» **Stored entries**

+ + + + + + +

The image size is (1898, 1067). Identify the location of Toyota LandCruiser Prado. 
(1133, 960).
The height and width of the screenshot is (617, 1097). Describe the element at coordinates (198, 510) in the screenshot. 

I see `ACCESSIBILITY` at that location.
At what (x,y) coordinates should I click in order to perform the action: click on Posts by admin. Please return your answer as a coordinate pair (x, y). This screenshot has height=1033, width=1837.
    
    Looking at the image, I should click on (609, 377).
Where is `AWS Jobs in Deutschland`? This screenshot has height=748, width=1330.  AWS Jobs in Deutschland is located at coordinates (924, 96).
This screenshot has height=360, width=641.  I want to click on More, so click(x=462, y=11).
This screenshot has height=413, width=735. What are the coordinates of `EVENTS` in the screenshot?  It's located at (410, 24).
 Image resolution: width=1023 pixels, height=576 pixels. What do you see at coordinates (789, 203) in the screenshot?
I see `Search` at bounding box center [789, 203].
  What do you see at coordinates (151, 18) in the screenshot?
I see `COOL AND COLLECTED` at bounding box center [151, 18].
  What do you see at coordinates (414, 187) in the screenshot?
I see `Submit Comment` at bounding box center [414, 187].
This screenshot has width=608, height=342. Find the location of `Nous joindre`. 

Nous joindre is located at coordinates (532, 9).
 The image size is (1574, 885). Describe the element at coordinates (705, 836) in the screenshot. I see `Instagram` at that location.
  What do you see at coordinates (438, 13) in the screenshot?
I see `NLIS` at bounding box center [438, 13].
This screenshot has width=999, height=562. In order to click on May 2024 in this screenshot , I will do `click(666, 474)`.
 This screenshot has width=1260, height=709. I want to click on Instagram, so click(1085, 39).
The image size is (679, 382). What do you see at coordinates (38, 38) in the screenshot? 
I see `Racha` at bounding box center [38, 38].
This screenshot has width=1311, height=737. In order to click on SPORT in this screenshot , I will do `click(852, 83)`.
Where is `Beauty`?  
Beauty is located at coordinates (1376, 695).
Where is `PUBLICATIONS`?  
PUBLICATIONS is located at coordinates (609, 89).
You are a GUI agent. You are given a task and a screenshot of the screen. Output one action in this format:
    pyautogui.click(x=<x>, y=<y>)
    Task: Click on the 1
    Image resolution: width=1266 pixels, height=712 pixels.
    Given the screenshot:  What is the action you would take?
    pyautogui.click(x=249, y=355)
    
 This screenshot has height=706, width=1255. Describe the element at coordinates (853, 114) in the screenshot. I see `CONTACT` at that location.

+ + + + + + +

» **Try it**
When the line with "At what (x,y)" is reached in the data above, begin copying, and stop after the line with "This screenshot has height=360, width=641."; copy each line exactly, both ends included.

» **Response**
At what (x,y) coordinates should I click in order to perform the action: click on Posts by admin. Please return your answer as a coordinate pair (x, y). This screenshot has height=1033, width=1837.
    
    Looking at the image, I should click on (609, 377).
Where is `AWS Jobs in Deutschland`? This screenshot has height=748, width=1330.  AWS Jobs in Deutschland is located at coordinates (924, 96).
This screenshot has height=360, width=641.  I want to click on More, so click(x=462, y=11).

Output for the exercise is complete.